Colorado and the Population Problem

Editorial by Albert A. Bartlett

This is a slightly modified version of the piece that was published in the Denver Post Perspective on October 10, 1999.

The Y6B crisis: good news - bad news

The year 1986 was the year the world population reached 5 billion people (Y5B). This year (1999) the world population is estimated to be 6 billion people (Y6B). The problems of Y6B are infinitely more serious than the better-known Y2K problems. The good news is that since 1986 the annual growth rate of world population has dropped from 1.7 % to 1.3%. The bad news is that part of this drop is due to the expanding tragedy of the high death rates associated with AIDS in underdeveloped countries. In spite of this drop, the world population is growing today by about 80 million people a year.

The world's worst population problem

The U.S. population is growing annually by about 2.5 million people, (1% per year) while the countries of Europe are at zero or negative population growth rates. It is estimated that over half of the current growth of U.S. population is due to immigration, most of which is legal. Most of today's world population increase is in underdeveloped countries where growth rates of 2% per year or more are encountered. But where is the world's worst population growth problem? Because of our high per capita consumption of resources, the world's worst population problem is right here in the United States.

Petroleum

Example: The world per capita petroleum production in 1999 is less than half a gallon per person per day, while in the U.S. we consume more than four times as much. In Scientific American for March 1998 two petroleum geologists write that we can expect world petroleum production to peak before the year 2010. My own analysis confirms this. When this peak occurs, petroleum production will start its inevitable decline toward zero, but we will be faced with a growing world population and a growing per capita demand for petroleum. This decline can be expected to trigger a major escalation of petroleum prices. (Crude oil prices doubled in the first 6 months of 1999.) What would big increases of gasoline prices do to tourism, transportation, trade, commerce, and to the economy of Colorado?

Colorado and Y6B

We can't urge other countries to stop their population growth if we don't act to stop our own population growth. Yet population growth in Colorado is actively promoted by our leaders even though our Colorado population growth rate is about 2% per year. (This matches the growth rate of some of the underdeveloped nations to which the U.S. sends family planning assistance.) There is a shortage of labor at all levels in Colorado, yet we see continuing vigorous and successful efforts to bring more in more employers to exacerbate the shortages. We also see prominent advocacy of efforts to bring more unskilled people to Colorado to work at slave wages to to the "grunt" work of our increasingly elite society.

The cost of growth

Costs of population growth in Colorado range from the necessary big tax increases which tend to displace the fixed-income elderly, to crowded schools, poor phone service, traffic congestion, road rage, anti-social behavior, the loss of agriculture, down to the annoyance of having to dial the three-digit area code with every local phone call. The greatest cost of growth is the loss of freedoms and democracy. In 1950 Boulder had a population of 20,000 and had 9 members on the City Council. In 1999 the population is approaching 100,000 and there are still 9 members on the City Council. For the average citizen, democracy in Boulder has been diluted by a factor of five in just 49 years! Isaac Asimov was correct when he wrote: "Democracy cannot survive overpopulation."

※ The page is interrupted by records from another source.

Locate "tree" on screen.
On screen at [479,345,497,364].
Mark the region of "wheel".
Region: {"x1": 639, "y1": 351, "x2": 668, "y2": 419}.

Prescribing Aspirin for cancer

Growth during maturity is either obesity or cancer. As subdivisions metastasize throughout the Front Range, more and more Colorado citizens are speaking out about the many ways in which the continued population growth is destroying our treasured way of life. Yet our leaders never identify population growth as the fundamental cause of all of our problems; they just prescribe aspirin (such as more highways) to try to ease the pain. When confronted with the need to appear to be doing something about the ravages of continued population growth, our leaders have latched onto the concept of "Smart Growth." Whether new developments are smart or dumb, they will destroy parts of the environment. Smart growth just destroys the environment with good taste.

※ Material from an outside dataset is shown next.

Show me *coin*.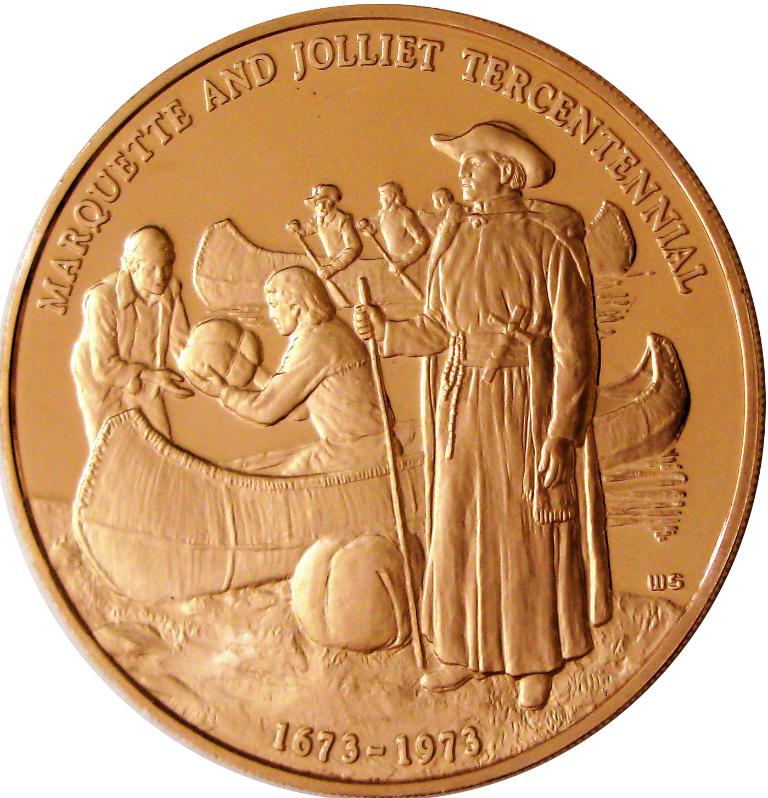
*coin* is here: crop(0, 4, 764, 797).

Colorado and the First Law of Sustainability

Many people frequently recite the word "sustainable" as though saying the word often enough will solve our problems. We need to know the First Law of Sustainability: "Population growth and/or growth in the rates of consumption of resources cannot be sustained."

Let's increase our efforts to educate our leaders to the facts of sustainability and to the fact that growing numbers of Colorado's citizens want to get Colorado off the present destructive path of population growth so we can focus our efforts on making Colorado truly sustainable.